Shakespeare

Shakespeare

I’ve directed fourteen productions of plays by Shakespeare, in studios and amphitheatres, in chapels and castles, to audiences from fifty people to a thousand. I’ve worked on hundreds of scenes, from all of his plays, in classes and workshops in several different languages.

Shakespeare is my daily professional companion (I could not be more fortunate). Over nearly two decades of teaching Shakespearean acting to students and professionals, and interspersing the focus on Shakespeare with techniques from acting traditions drawn from across the world of performance, I’ve come to a place of great affinity with Shakespeare’s fundamental theatrical sense. I’ve developed a methodology of teaching Shakespearean acting which at once springs from tradition, hangs upon the present moment, and forges urgently into the future. My work concentrates on the psycho-dramatic structures the playwright embeds in his form and language, and on the intimate and truthful relationship between actor and audience.

My work with Will is strongly influenced by both New Historicist scholarship, and by its theatrical counterpart: practical research into early modern theatre spaces, acting style, and performance values. As both director and as acting teacher my work ranges stylistically from ‘original practices’ to the radically contemporary; but my approach to Shakespeare is always, regardless of the context, rooted in text. My thinking is particularly influenced by the scholarship of Jonathan Bate, David Crystal, Bridget EscolmeStephen Greenblatt, Andrew Gurr, Farah Karim-Cooper, Laurie Maguire, Charles Nicholl, Abigail Rokison-Woodall, James Shapiro, John Southworth, Holger Syme and Stanley Wells; and my practice by the textual approaches of John Barton, Cicely BerryDeclan Donnellan, Peter Hall and Mark Rylance.
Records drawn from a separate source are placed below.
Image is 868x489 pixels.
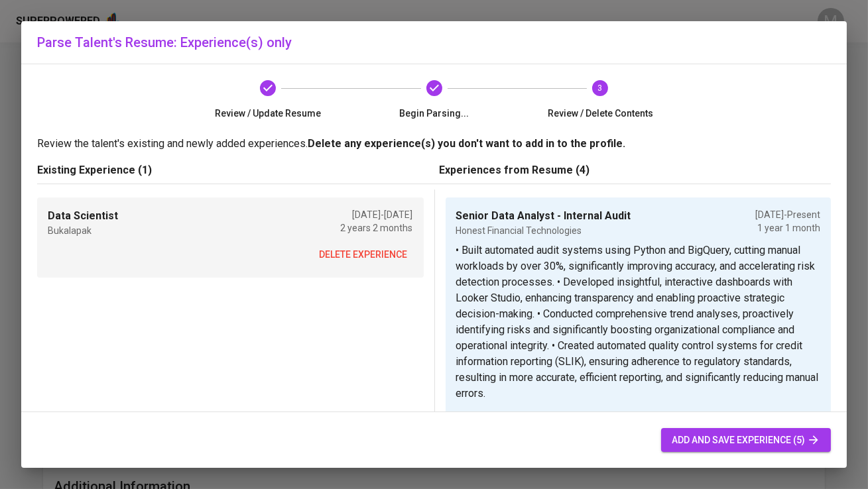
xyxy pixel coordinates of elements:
[755,208,821,221] p: [DATE] - Present
[722,407,821,431] button: delete experience
[47,208,118,224] p: Data Scientist
[755,221,821,235] p: 1 year 1 month
[456,208,631,224] p: Senior Data Analyst - Internal Audit
[523,107,679,120] span: Review / Delete Contents
[341,208,414,221] p: [DATE] - [DATE]
[37,163,429,179] p: Existing Experience (1)
[356,107,512,120] span: Begin Parsing...
[37,136,831,152] p: Review the talent's existing and newly added experiences.
[314,243,414,267] button: delete experience
[190,107,346,120] span: Review / Update Resume
[341,221,414,235] p: 2 years 2 months
[672,432,821,449] span: add and save experience (5)
[598,83,603,93] text: 3
[320,247,408,263] span: delete experience
[440,163,832,179] p: Experiences from Resume (4)
[47,224,118,237] p: Bukalapak
[662,428,831,453] button: add and save experience (5)
[37,32,831,53] h6: Parse Talent's Resume: Experience(s) only
[727,411,815,428] span: delete experience
[308,137,626,149] b: Delete any experience(s) you don't want to add in to the profile.
[456,243,822,402] p: • Built automated audit systems using Python and BigQuery, cutting manual workloads by over 30%, ...
[456,224,631,237] p: Honest Financial Technologies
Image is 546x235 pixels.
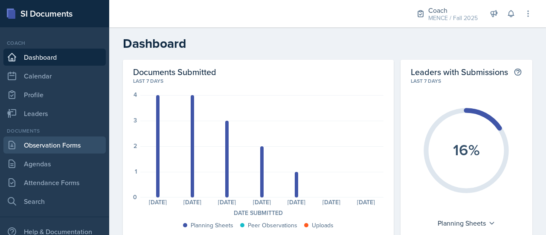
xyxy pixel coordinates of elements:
[3,193,106,210] a: Search
[191,221,233,230] div: Planning Sheets
[3,39,106,47] div: Coach
[428,5,478,15] div: Coach
[133,67,384,77] h2: Documents Submitted
[433,216,500,230] div: Planning Sheets
[3,155,106,172] a: Agendas
[411,77,522,85] div: Last 7 days
[3,67,106,84] a: Calendar
[279,199,314,205] div: [DATE]
[134,143,137,149] div: 2
[133,77,384,85] div: Last 7 days
[453,139,480,161] text: 16%
[135,169,137,174] div: 1
[134,92,137,98] div: 4
[3,49,106,66] a: Dashboard
[428,14,478,23] div: MENCE / Fall 2025
[140,199,175,205] div: [DATE]
[314,199,349,205] div: [DATE]
[244,199,279,205] div: [DATE]
[134,117,137,123] div: 3
[210,199,244,205] div: [DATE]
[123,36,532,51] h2: Dashboard
[3,137,106,154] a: Observation Forms
[349,199,383,205] div: [DATE]
[3,127,106,135] div: Documents
[3,174,106,191] a: Attendance Forms
[3,105,106,122] a: Leaders
[175,199,209,205] div: [DATE]
[133,194,137,200] div: 0
[133,209,384,218] div: Date Submitted
[248,221,297,230] div: Peer Observations
[411,67,508,77] h2: Leaders with Submissions
[3,86,106,103] a: Profile
[312,221,334,230] div: Uploads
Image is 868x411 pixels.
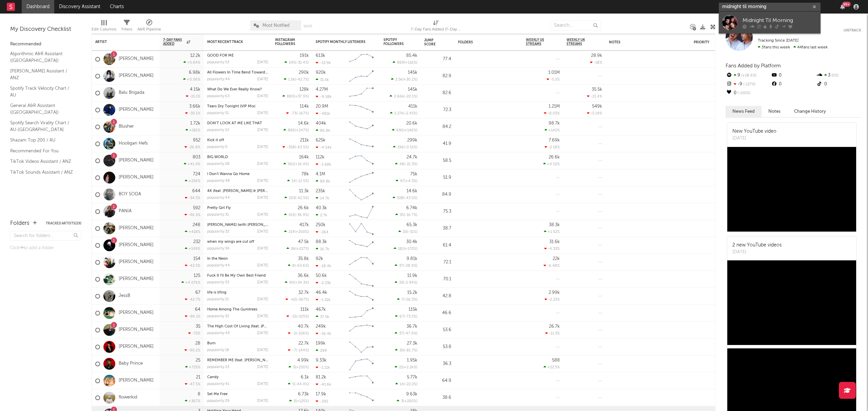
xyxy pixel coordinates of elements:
[395,78,403,82] span: 2.5k
[186,94,200,98] div: -15.1 %
[287,179,309,184] div: ( )
[207,111,229,115] div: popularity: 51
[207,207,231,210] a: Pretty Girl Fly
[138,26,161,33] div: A&R Pipeline
[397,129,404,132] span: 696
[395,162,417,167] div: ( )
[546,77,560,82] div: -5.5 %
[207,95,229,98] div: popularity: 63
[404,129,416,132] span: +146 %
[121,26,133,33] div: Filters
[284,77,309,82] div: ( )
[119,124,134,130] a: Blusher
[207,145,227,150] div: popularity: 0
[207,138,269,143] div: Kick it off
[458,40,509,44] div: Folders
[284,213,309,217] div: ( )
[726,80,771,89] div: -9
[282,94,309,98] div: ( )
[282,145,309,150] div: ( )
[551,21,601,31] input: Search...
[207,121,269,126] div: DON’T LOOK AT ME LIKE THAT
[190,121,200,126] div: 1.72k
[207,223,278,227] a: [PERSON_NAME] (with [PERSON_NAME])
[817,80,861,89] div: 0
[10,137,74,144] a: Shazam Top 200 / AU
[257,162,269,166] div: [DATE]
[316,95,332,99] div: -9.58k
[346,50,377,68] svg: Chart title
[370,38,377,45] button: Filter by Spotify Monthly Listeners
[193,172,200,177] div: 724
[346,136,377,152] svg: Chart title
[512,39,519,46] button: Filter by Folders
[119,56,154,62] a: [PERSON_NAME]
[316,121,327,126] div: 404k
[736,91,751,95] span: -100 %
[287,146,295,150] span: -358
[300,104,309,109] div: 114k
[758,38,799,43] span: Tracking Since: [DATE]
[207,213,229,217] div: popularity: 31
[395,213,417,217] div: ( )
[407,156,417,160] div: 24.7k
[185,179,200,184] div: +234 %
[726,63,781,68] span: Fans Added by Platform
[726,106,762,117] button: News Feed
[390,111,417,115] div: ( )
[185,196,200,200] div: -34.5 %
[296,146,308,150] span: -63.5 %
[743,16,818,25] div: Midnight Til Morning
[316,197,329,201] div: 14.7k
[424,173,452,182] div: 51.9
[10,68,74,81] a: [PERSON_NAME] Assistant / ANZ
[407,189,417,193] div: 14.6k
[424,208,452,216] div: 75.3
[316,111,330,116] div: -481k
[207,291,227,295] a: life is lifing
[207,197,230,200] div: popularity: 44
[119,293,130,299] a: JessB
[407,138,417,143] div: 299k
[424,56,452,63] div: 77.4
[257,128,269,132] div: [DATE]
[119,158,154,164] a: [PERSON_NAME]
[830,73,839,78] span: 0 %
[10,40,81,49] div: Recommended
[588,94,602,98] div: -21.4 %
[410,38,417,45] button: Filter by Spotify Followers
[150,38,156,45] button: Filter by Artist
[207,40,258,44] div: Most Recent Track
[207,138,224,143] a: Kick it off
[406,121,417,126] div: 20.6k
[316,145,332,150] div: -4.54k
[10,148,74,155] a: Recommended For You
[193,38,200,45] button: Filter by 7-Day Fans Added
[588,111,602,115] div: -5.19 %
[788,106,833,117] button: Change History
[681,39,688,46] button: Filter by Notes
[394,95,404,98] span: 2.66k
[295,162,308,167] span: +16.4 %
[186,111,200,115] div: -30.1 %
[95,40,146,44] div: Artist
[771,71,816,80] div: 0
[288,162,294,167] span: 561
[405,95,416,98] span: -20.1 %
[346,102,377,119] svg: Chart title
[397,61,404,65] span: 869
[119,260,154,266] a: [PERSON_NAME]
[398,146,404,150] span: 196
[526,38,550,46] span: Weekly US Streams
[189,70,200,75] div: 6.98k
[406,206,417,210] div: 6.74k
[284,162,309,167] div: ( )
[545,145,560,150] div: -2.18 %
[119,141,148,147] a: Hooligan Hefs
[289,61,295,65] span: 245
[742,83,756,86] span: -127 %
[316,138,326,143] div: 625k
[207,88,262,91] a: What Do We Ever Really Know?
[405,162,416,167] span: -21.3 %
[193,206,200,210] div: 592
Over the last decade, my former students have appeared in leading classical roles at major theatres in the US, China, Canada, Australia, New Zealand, Germany, Greece, France, Spain, Italy, Egypt, Israel, Lebanon, South Korea, South Africa, Uganda, Mexico, Ireland, Norway, and across Eastern Europe, as well as in the UK. Others have achieved successful careers on TV, in films, or in contemporary or devised theatre; still others direct, write, dramaturg, choreograph, produce, design, film, compose, curate or teach drama and performance in a wide variety of settings. At the core for all of us is a dramatic education received in Will Shakespeare’s company: one of the greatest challenges an actor or theatre-maker can undertake, and in itself one of theatre’s greatest rewards.